I have put off writing those words for some weeks now. The patterns in my data were clear; every measure of breeding success was pointing downwards. If you have been following the blog, you might recall that number of chicks per pair has fallen sharply since I began studying loons in 1993. Although I had not reported it yet, loss of chicks after hatching has also increased significantly since I began my work. That is, many pairs hatch two young but lose one or both of them nowadays. Furthermore, even chicks that survive to five weeks of age are now in poorer condition (as measured by body mass) than in 1998 or 2006 or 2013. In short, breeding pairs in northern Wisconsin now raise fewer and less robust chicks than they did 25 years ago.
A combination of scientific caution and denial caused me to delay describing the implication of these trends — and others that I have detected more recently. As a scientist, I am used to finding one pattern, drawing a tentative conclusion based on that single finding, and then being proven wrong by the next finding. Having had an initial conclusion reversed many times during my career, I was unwilling to sound the alarm without a stronger, more consistent set of findings. But the data I now have are consistent and come from multiple independent analyses. Furthermore, the data are fundamentally simple. My conclusions are not derived from complex models based on measurements of invisible particles detected by finicky high-tech devices. We are just counting and weighing loons here!
Still, you might wonder why my earlier caution has turned so suddenly to alarm. Let me explain. I followed a simple line of reasoning. If loon pairs are producing fewer and weaker chicks, then fewer chicks must be able to migrate to the wintering ground. And if fewer juveniles make it to Florida, then fewer should survive long enough to return to northern Wisconsin (which happens at 2 to 4 years of age) and look for a breeding territory of their own. So, declining chick production should result in a reduced population of nonbreeders (or floaters) in our study area, which are young adults looking to settle on their first territory with a mate. Since we mark chicks and obsessively reobserve them as young adults, we can test the idea that lower chick production has resulted in fewer floaters. The results are stark. After one adjusts for number of observer-hours spent looking for floaters each year, a dramatic pattern
emerges. The population of floaters has plummeted. Look at the scale of the graph carefully. This is not a small decline. Between 1998 and 2006 the number of floaters seen per observer hour fell from 0.020 to about 0.010. From 2006 to 2015, that number has fallen still farther — to about 0.006. In other words, we have seen roughly 1/3 as many floaters from the 2015 year class (which are 4 years old now) as we saw from the 1998 year class. In terms of percentages, we reobserved about 45% of all chicks banded in 1998 and 1999 much later as adults; we see only about 14% of banded chicks as adults these days.
So what? Floaters are nonbreeders. They contribute no offspring to the population. Do they really matter? There are not even enough territories to hold them. They are surplus individuals, in a sense. You might view the presence of any floaters at all as a positive sign that the population is bursting at the seams. Yes….but floaters are also the future. That is, floaters are loons not yet old enough to claim territories but waiting to fill in for dead breeders (or evict them forcefully). Without floaters, a breeding population cannot sustain itself, because, inevitably, breeders die and must be replaced.
Even now that I have a set of strongly suggestive patterns, I cannot be absolutely certain that loons are in trouble in Wisconsin. Perhaps the steep decline in floater survival simply means that the weak floaters now die off long before settlement, leaving the strong ones to replace dead breeders. Perhaps something very odd is happening in the north-central part of the state (more intense human recreational activity?) that is not happening elsewhere. So, let’s keep fingers crossed that this is a fluke of some kind. But I am convinced that we are seeing a worrisome pattern that is unlikely to be confined to my study area.
What does the future look like, if the floater population truly is declining markedly, as I suggest? Despite the strength of the pattern, the short-term effects might be subtle, because loons are long-lived. Imagine that families in your town or city suddenly began to have only 1/2 or 1/3 as many children as in years past. When would you notice a marked change in the community? You might — if you were very sharp — notice fewer large families at local playgrounds. Sometime later, you might notice the closing of a school here or there. But decades would pass before you would discern a loss of occupied homes in your neighborhood (presuming that kids in your town grow up to inhabit local homes).
So it will be with loons. On some lakes, the death of a pair member — especially a male, because males are in short supply — will leave a vacancy that is not filled by a floater. Some lakes that always supported a breeding pair will lose that pair and instead only see loons that come and go to forage. Large lakes with six perennial breeding pairs will, over time, see some territories “wink out”, leaving only three or four. In a few decades perhaps, even those territories will vanish. If I am correct, and unless this long-term pattern in the survival of young loons reverses itself, loons will ultimately disappear altogether from northern Wisconsin.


Task goal: Transcribe the data exactly, omitting whatever pictures it holds.

Data for review:
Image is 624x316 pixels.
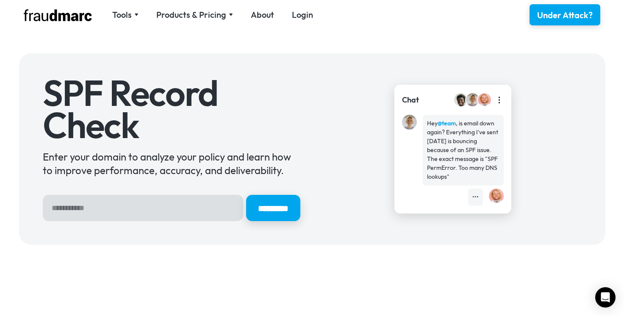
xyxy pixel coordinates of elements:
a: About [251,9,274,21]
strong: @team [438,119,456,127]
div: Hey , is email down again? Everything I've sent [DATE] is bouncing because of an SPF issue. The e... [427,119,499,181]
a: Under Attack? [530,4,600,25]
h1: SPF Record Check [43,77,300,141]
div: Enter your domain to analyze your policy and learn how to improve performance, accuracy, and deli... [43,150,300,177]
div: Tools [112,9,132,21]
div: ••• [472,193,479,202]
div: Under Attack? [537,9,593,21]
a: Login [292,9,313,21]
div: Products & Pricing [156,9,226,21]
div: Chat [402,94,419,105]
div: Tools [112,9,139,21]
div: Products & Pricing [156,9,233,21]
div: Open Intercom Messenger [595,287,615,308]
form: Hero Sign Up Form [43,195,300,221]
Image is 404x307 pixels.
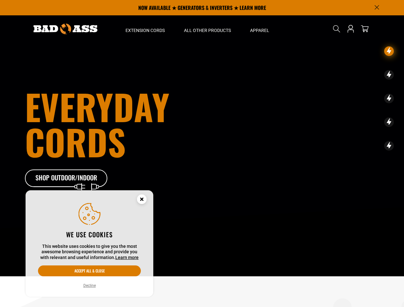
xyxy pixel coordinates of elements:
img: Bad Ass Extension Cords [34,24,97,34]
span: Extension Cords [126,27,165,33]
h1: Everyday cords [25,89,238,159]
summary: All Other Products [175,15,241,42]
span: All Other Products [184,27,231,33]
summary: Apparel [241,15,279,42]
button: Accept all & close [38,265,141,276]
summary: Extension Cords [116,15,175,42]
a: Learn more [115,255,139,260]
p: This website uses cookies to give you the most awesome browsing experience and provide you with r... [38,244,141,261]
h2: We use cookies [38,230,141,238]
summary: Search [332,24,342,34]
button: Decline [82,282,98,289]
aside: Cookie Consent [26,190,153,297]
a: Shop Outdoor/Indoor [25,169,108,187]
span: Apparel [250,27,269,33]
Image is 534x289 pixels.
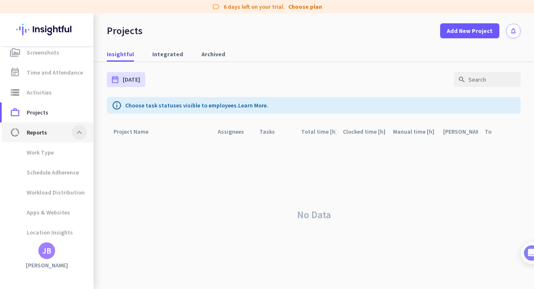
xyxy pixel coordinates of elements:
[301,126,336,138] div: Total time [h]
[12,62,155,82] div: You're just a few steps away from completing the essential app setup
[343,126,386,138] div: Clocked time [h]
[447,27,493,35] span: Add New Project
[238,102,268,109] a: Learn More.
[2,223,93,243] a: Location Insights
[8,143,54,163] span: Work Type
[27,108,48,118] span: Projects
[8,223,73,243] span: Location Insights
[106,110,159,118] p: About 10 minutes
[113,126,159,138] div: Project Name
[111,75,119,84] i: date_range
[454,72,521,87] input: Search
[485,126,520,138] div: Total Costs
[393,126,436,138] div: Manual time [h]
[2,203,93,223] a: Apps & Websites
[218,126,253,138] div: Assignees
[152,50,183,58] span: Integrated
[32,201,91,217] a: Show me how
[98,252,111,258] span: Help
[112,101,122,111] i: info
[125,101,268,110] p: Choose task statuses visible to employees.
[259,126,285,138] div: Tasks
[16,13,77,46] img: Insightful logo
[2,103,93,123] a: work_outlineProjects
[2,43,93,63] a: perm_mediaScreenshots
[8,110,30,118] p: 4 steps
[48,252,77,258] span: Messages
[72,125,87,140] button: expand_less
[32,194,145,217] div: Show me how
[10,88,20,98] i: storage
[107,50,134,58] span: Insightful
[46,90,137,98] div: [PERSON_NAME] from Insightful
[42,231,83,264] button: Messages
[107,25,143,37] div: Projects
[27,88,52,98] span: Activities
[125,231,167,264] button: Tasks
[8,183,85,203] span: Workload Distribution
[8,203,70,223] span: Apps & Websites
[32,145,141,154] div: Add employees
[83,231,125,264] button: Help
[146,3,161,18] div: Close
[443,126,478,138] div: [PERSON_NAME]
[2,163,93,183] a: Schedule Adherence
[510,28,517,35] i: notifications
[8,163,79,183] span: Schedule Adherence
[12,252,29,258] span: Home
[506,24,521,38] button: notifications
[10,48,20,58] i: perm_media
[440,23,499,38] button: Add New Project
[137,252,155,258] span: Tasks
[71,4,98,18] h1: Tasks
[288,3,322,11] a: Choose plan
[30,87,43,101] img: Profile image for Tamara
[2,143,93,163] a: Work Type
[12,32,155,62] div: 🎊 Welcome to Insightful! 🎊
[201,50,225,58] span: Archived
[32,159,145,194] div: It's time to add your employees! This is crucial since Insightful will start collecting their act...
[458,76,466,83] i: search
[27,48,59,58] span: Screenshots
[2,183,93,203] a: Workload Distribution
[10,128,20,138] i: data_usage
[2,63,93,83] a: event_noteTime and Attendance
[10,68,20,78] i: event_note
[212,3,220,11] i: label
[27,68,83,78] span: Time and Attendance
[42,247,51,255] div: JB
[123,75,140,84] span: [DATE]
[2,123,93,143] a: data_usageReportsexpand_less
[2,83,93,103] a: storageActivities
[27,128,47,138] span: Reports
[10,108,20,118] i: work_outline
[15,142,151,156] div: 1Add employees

Written reply:
Image is 624x316 pixels.
xyxy pixel coordinates of elements:
a: About [251,9,274,21]
strong: @team [438,119,456,127]
div: Hey , is email down again? Everything I've sent [DATE] is bouncing because of an SPF issue. The e... [427,119,499,181]
a: Under Attack? [530,4,600,25]
h1: SPF Record Check [43,77,300,141]
div: Enter your domain to analyze your policy and learn how to improve performance, accuracy, and deli... [43,150,300,177]
div: Tools [112,9,132,21]
div: ••• [472,193,479,202]
div: Under Attack? [537,9,593,21]
a: Login [292,9,313,21]
div: Products & Pricing [156,9,226,21]
div: Chat [402,94,419,105]
div: Tools [112,9,139,21]
div: Products & Pricing [156,9,233,21]
div: Open Intercom Messenger [595,287,615,308]
form: Hero Sign Up Form [43,195,300,221]
Image is 404x307 pixels.
xyxy pixel coordinates of elements:
img: Bad Ass Extension Cords [34,24,97,34]
span: Extension Cords [126,27,165,33]
h1: Everyday cords [25,89,238,159]
summary: All Other Products [175,15,241,42]
span: All Other Products [184,27,231,33]
summary: Apparel [241,15,279,42]
button: Accept all & close [38,265,141,276]
summary: Extension Cords [116,15,175,42]
a: Learn more [115,255,139,260]
p: This website uses cookies to give you the most awesome browsing experience and provide you with r... [38,244,141,261]
h2: We use cookies [38,230,141,238]
summary: Search [332,24,342,34]
button: Decline [82,282,98,289]
aside: Cookie Consent [26,190,153,297]
a: Shop Outdoor/Indoor [25,169,108,187]
span: Apparel [250,27,269,33]
Image is 534x289 pixels.
xyxy pixel coordinates of elements:
[301,126,336,138] div: Total time [h]
[12,62,155,82] div: You're just a few steps away from completing the essential app setup
[343,126,386,138] div: Clocked time [h]
[447,27,493,35] span: Add New Project
[238,102,268,109] a: Learn More.
[2,223,93,243] a: Location Insights
[8,143,54,163] span: Work Type
[27,108,48,118] span: Projects
[8,223,73,243] span: Location Insights
[106,110,159,118] p: About 10 minutes
[113,126,159,138] div: Project Name
[111,75,119,84] i: date_range
[454,72,521,87] input: Search
[485,126,520,138] div: Total Costs
[393,126,436,138] div: Manual time [h]
[2,203,93,223] a: Apps & Websites
[218,126,253,138] div: Assignees
[152,50,183,58] span: Integrated
[32,201,91,217] a: Show me how
[98,252,111,258] span: Help
[112,101,122,111] i: info
[125,101,268,110] p: Choose task statuses visible to employees.
[259,126,285,138] div: Tasks
[16,13,77,46] img: Insightful logo
[2,103,93,123] a: work_outlineProjects
[2,43,93,63] a: perm_mediaScreenshots
[8,110,30,118] p: 4 steps
[48,252,77,258] span: Messages
[72,125,87,140] button: expand_less
[32,194,145,217] div: Show me how
[10,88,20,98] i: storage
[107,50,134,58] span: Insightful
[46,90,137,98] div: [PERSON_NAME] from Insightful
[42,231,83,264] button: Messages
[107,25,143,37] div: Projects
[27,88,52,98] span: Activities
[125,231,167,264] button: Tasks
[8,183,85,203] span: Workload Distribution
[8,203,70,223] span: Apps & Websites
[32,145,141,154] div: Add employees
[83,231,125,264] button: Help
[146,3,161,18] div: Close
[443,126,478,138] div: [PERSON_NAME]
[2,163,93,183] a: Schedule Adherence
[510,28,517,35] i: notifications
[8,163,79,183] span: Schedule Adherence
[12,252,29,258] span: Home
[506,24,521,38] button: notifications
[10,48,20,58] i: perm_media
[440,23,499,38] button: Add New Project
[137,252,155,258] span: Tasks
[71,4,98,18] h1: Tasks
[288,3,322,11] a: Choose plan
[30,87,43,101] img: Profile image for Tamara
[2,143,93,163] a: Work Type
[12,32,155,62] div: 🎊 Welcome to Insightful! 🎊
[201,50,225,58] span: Archived
[32,159,145,194] div: It's time to add your employees! This is crucial since Insightful will start collecting their act...
[458,76,466,83] i: search
[27,48,59,58] span: Screenshots
[2,183,93,203] a: Workload Distribution
[10,128,20,138] i: data_usage
[2,63,93,83] a: event_noteTime and Attendance
[10,68,20,78] i: event_note
[212,3,220,11] i: label
[27,68,83,78] span: Time and Attendance
[42,247,51,255] div: JB
[123,75,140,84] span: [DATE]
[2,123,93,143] a: data_usageReportsexpand_less
[2,83,93,103] a: storageActivities
[27,128,47,138] span: Reports
[10,108,20,118] i: work_outline
[15,142,151,156] div: 1Add employees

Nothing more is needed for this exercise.